Take the notional bargain alluded to above, where the desired price is 10 for one party, 20 for the other. If we posit that 15 is the perfect price, and we deem it to be that figure by dint of the satisfaction of both parties upon achieving that price, how likely is it that that figure, 15, would have been agreed had it been demanded as an opening gambit? It’s almost unthinkable, and, in your mind and mine, there must now appear a quite different ideal figure: that of 12.50. Isn’t that the rule: one edges one’s way in from the wilderness of outrageous claims to the sweet point of agreement, mid-way between the two? But if the price for our agreement would, at 15, be perfect, reducing that price further may satisfy the wants of one or another of the parties, but cannot redefine what perfection is. The standard of perfection will not have changed; it remains at 15; bargaining positions cannot change that, no matter what new figure we negotiate.

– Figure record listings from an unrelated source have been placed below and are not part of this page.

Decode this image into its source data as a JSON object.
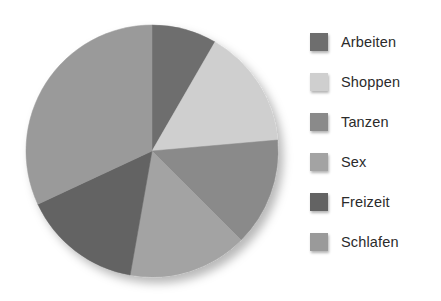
{
  "chart_data": {
    "type": "pie",
    "title": "",
    "subtitle": "",
    "xlabel": "",
    "ylabel": "",
    "grid": false,
    "legend_position": "right",
    "start_angle_deg": 0,
    "direction": "clockwise",
    "categories": [
      "Arbeiten",
      "Shoppen",
      "Tanzen",
      "Sex",
      "Freizeit",
      "Schlafen"
    ],
    "values": [
      8.3,
      15.3,
      13.9,
      15.3,
      15.3,
      31.9
    ],
    "angles_deg": [
      30,
      55,
      50,
      55,
      55,
      115
    ],
    "colors": [
      "#6e6e6e",
      "#cfcfcf",
      "#8a8a8a",
      "#a3a3a3",
      "#636363",
      "#9a9a9a"
    ],
    "slices": [
      {
        "label": "Arbeiten",
        "value": 8.3,
        "angle_deg": 30,
        "color": "#6e6e6e"
      },
      {
        "label": "Shoppen",
        "value": 15.3,
        "angle_deg": 55,
        "color": "#cfcfcf"
      },
      {
        "label": "Tanzen",
        "value": 13.9,
        "angle_deg": 50,
        "color": "#8a8a8a"
      },
      {
        "label": "Sex",
        "value": 15.3,
        "angle_deg": 55,
        "color": "#a3a3a3"
      },
      {
        "label": "Freizeit",
        "value": 15.3,
        "angle_deg": 55,
        "color": "#636363"
      },
      {
        "label": "Schlafen",
        "value": 31.9,
        "angle_deg": 115,
        "color": "#9a9a9a"
      }
    ]
  },
  "legend": {
    "items": [
      {
        "label": "Arbeiten",
        "color": "#6e6e6e"
      },
      {
        "label": "Shoppen",
        "color": "#cfcfcf"
      },
      {
        "label": "Tanzen",
        "color": "#8a8a8a"
      },
      {
        "label": "Sex",
        "color": "#a3a3a3"
      },
      {
        "label": "Freizeit",
        "color": "#636363"
      },
      {
        "label": "Schlafen",
        "color": "#9a9a9a"
      }
    ]
  },
  "style": {
    "background": "#ffffff",
    "text_color": "#2b2b2b"
  }
}
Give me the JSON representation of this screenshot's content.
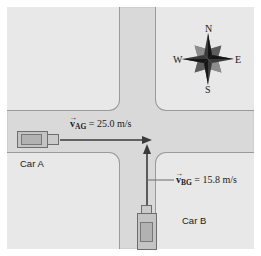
{
  "figure": {
    "canvas": {
      "width": 261,
      "height": 256
    },
    "background_color": "#ffffff",
    "road_color": "#d9d9d9",
    "block_color": "#e8e8e8",
    "block_outline_color": "#9a9a9a",
    "arrow_color": "#3a3a3a",
    "text_color": "#1a1a1a"
  },
  "velocities": {
    "car_a": {
      "symbol": "v",
      "vector_bar": "→",
      "subscript": "AG",
      "equals": "=",
      "value": "25.0",
      "units": "m/s",
      "full_text": "= 25.0 m/s",
      "direction": "east"
    },
    "car_b": {
      "symbol": "v",
      "vector_bar": "→",
      "subscript": "BG",
      "equals": "=",
      "value": "15.8",
      "units": "m/s",
      "full_text": "= 15.8 m/s",
      "direction": "north"
    }
  },
  "labels": {
    "car_a": "Car A",
    "car_b": "Car B"
  },
  "compass": {
    "north": "N",
    "east": "E",
    "south": "S",
    "west": "W",
    "icon": "compass-rose-star-icon"
  },
  "icons": {
    "arrow_a": "arrow-right-icon",
    "arrow_b": "arrow-up-icon",
    "car_a": "car-top-view-icon",
    "car_b": "car-top-view-icon"
  }
}
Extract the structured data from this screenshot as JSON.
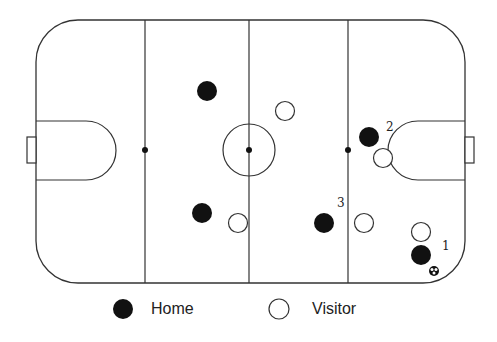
{
  "diagram": {
    "type": "hockey-rink-player-positions",
    "colors": {
      "line": "#333333",
      "home_fill": "#111111",
      "visitor_fill": "#ffffff"
    },
    "home_players": [
      {
        "x": 207,
        "y": 91,
        "label": ""
      },
      {
        "x": 202,
        "y": 213,
        "label": ""
      },
      {
        "x": 324,
        "y": 223,
        "label": "3"
      },
      {
        "x": 369,
        "y": 137,
        "label": "2"
      },
      {
        "x": 421,
        "y": 255,
        "label": "1"
      }
    ],
    "visitor_players": [
      {
        "x": 285,
        "y": 111
      },
      {
        "x": 238,
        "y": 223
      },
      {
        "x": 364,
        "y": 223
      },
      {
        "x": 383,
        "y": 158
      },
      {
        "x": 421,
        "y": 232
      }
    ],
    "number_labels": [
      {
        "text": "2",
        "x": 386,
        "y": 131
      },
      {
        "text": "3",
        "x": 337,
        "y": 207
      },
      {
        "text": "1",
        "x": 442,
        "y": 250
      }
    ],
    "puck": {
      "x": 434,
      "y": 271
    }
  },
  "legend": {
    "home_label": "Home",
    "visitor_label": "Visitor"
  }
}
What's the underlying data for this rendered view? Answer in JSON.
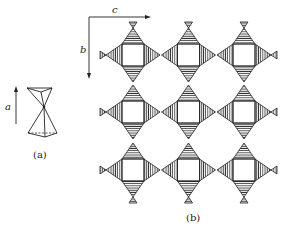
{
  "figure": {
    "panel_a": {
      "caption": "(a)",
      "axis_label": "a",
      "description": "Two corner-sharing tetrahedra"
    },
    "panel_b": {
      "caption": "(b)",
      "axis_labels": {
        "horizontal": "c",
        "vertical": "b"
      },
      "grid": {
        "rows": 3,
        "cols": 3
      },
      "description": "Framework of corner-linked tetrahedra surrounding square cavities"
    }
  },
  "colors": {
    "ink": "#222222",
    "hatch_dark": "#444444",
    "background": "#ffffff"
  }
}
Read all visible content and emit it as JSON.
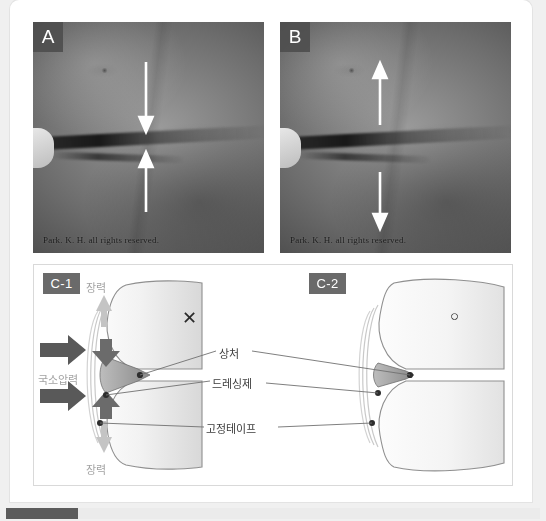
{
  "figure": {
    "panels": [
      {
        "id": "A",
        "letter": "A",
        "copyright": "Park. K. H. all rights reserved.",
        "arrow_mode": "converging",
        "description": "Clinical photograph of an abdominal wound with two white arrows pointing inward toward the wound"
      },
      {
        "id": "B",
        "letter": "B",
        "copyright": "Park. K. H. all rights reserved.",
        "arrow_mode": "diverging",
        "description": "Clinical photograph of an abdominal wound with two white arrows pointing outward away from the wound"
      }
    ]
  },
  "diagram": {
    "left": {
      "badge": "C-1",
      "verdict_mark": "✕",
      "tension_top_label": "장력",
      "tension_bottom_label": "장력",
      "local_pressure_label": "국소압력"
    },
    "right": {
      "badge": "C-2",
      "verdict_mark": "○"
    },
    "center_labels": [
      {
        "key": "wound",
        "text": "상처"
      },
      {
        "key": "dressing",
        "text": "드레싱제"
      },
      {
        "key": "tape",
        "text": "고정테이프"
      }
    ],
    "colors": {
      "badge_bg": "#6a6a6a",
      "pressure_arrow": "#595959",
      "tension_arrow": "#c4c4c4",
      "wound_fill": "#8d8d8d",
      "label_gray": "#a3a3a3",
      "label_dark": "#3b3b3b"
    }
  },
  "scrollbar": {
    "orientation": "horizontal",
    "thumb_position": "left"
  }
}
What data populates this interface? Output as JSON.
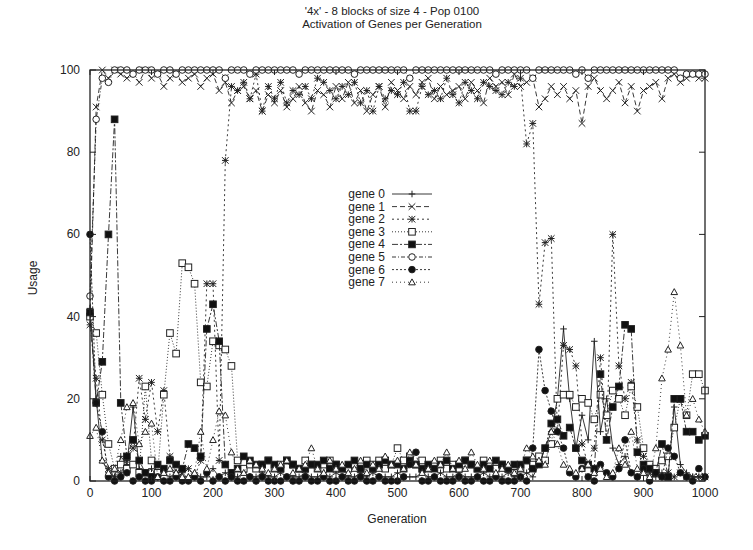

What value a bird? What value a species? What value biodiversity? The fundamental problem facing climate change, conservation, and all that jazz is that we cannot see its needs for constantly seeing only our own needs. Like birds on the wing, they too will one day be gone: gone with the wind.
Footnote:
I was today dismissed as a troll. In a social media post in which loud voices rejoiced in the abandonment of a meeting of a European committee dedicated to cooperation by all but a few attendees at the point when a spokesman for Russia stood up to speak, I expressed the view that, where cooperation is vaunted, cooperation must be seen to be done. For this I incurred the wrath of those who see justification in rejecting Russia’s presence in such a body, some even demanding the identities of those in the clip who had remained to hear Russia, and their pursuit as “traitors”. A fellow member wrote to the effect that, if a body devoted to cooperation refuses to speak to one who will not cooperate, what, then, will it speak about?
The work of such a body is negotiation. Its members negotiate positions in relation to matters of crucial importance to its members, two of which are currently mutually embattled. A forum that offers glimmers, however slight, of a settlement to that tragedy has closed its ears in indignation. It is a case in which the interests in the topic for discussion lie there, within the body charged with their discussion. They are outside that body as well, but their resolution lies in the hands of two members of the committee: the Ukrainians and the Russians. If reason cannot be listened to, surely one might at least leave a channel open where it may be heard, if not heeded.